Alexander von Schlippenbach is also no stranger to the format, having been documented on record since the '70s with Sven-Åke Johansson, Paul Lovens, Tony Oxley, Eddie Prévost and Sunny Murray, and presumably playing live with some, if not many, others. His partnership with Norwegian Dag Magnus Narvesen — initiated after the German pianist was a guest in 2011 with the Kitchen Orchestra, of which Narvesen was part — has previously yielded two albums on another Polish label, Not Two.
What makes their intersection interesting — and what often invigorates free jazz encounters — is that Narvesen was born in 1983, nearly 20 years after Schlippenbach had made his first recordings in what has been one of the most important oeuvres in European jazz.

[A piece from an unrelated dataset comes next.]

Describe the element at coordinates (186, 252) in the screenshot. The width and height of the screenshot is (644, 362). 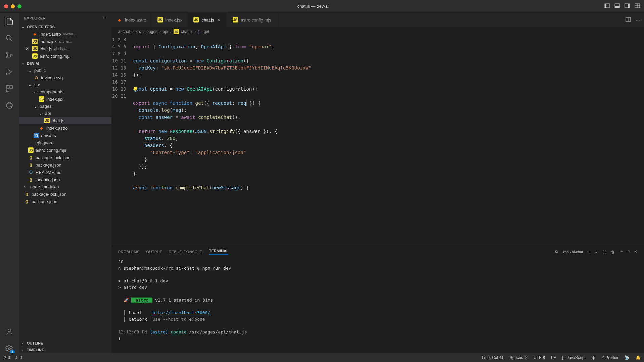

The pieces are all relatively short by free improvising standards and thus feel especially focused, Schlippenbach exploring distinct themes and motifs in each. His playing is full of space, Narvesen adding jittery clatter in the interstices, falling more on the coloration side of the rhythmic spectrum. The longest piece, "Tranquil Modality", coming around the middle of the 56-minute program, takes this approach to the extreme, as Narvesen's repartée is atomistic and gestural in response to Schlippenbach's delicacy, as if one extra cymbal tap would upend the titular mission. Contrast this with "Furiosa", which follows and where Narvesen feels liberated and unfettered yet still in control.
The one piece not created in situ is Schlippenbach's "Torso", originally heard on his 2019 Intakt solo date Slow Pieces for Aki. The duration is comparable and Schlippenbach's approach similar but Narvesen's oblique commentary plumbs deeper mysteries.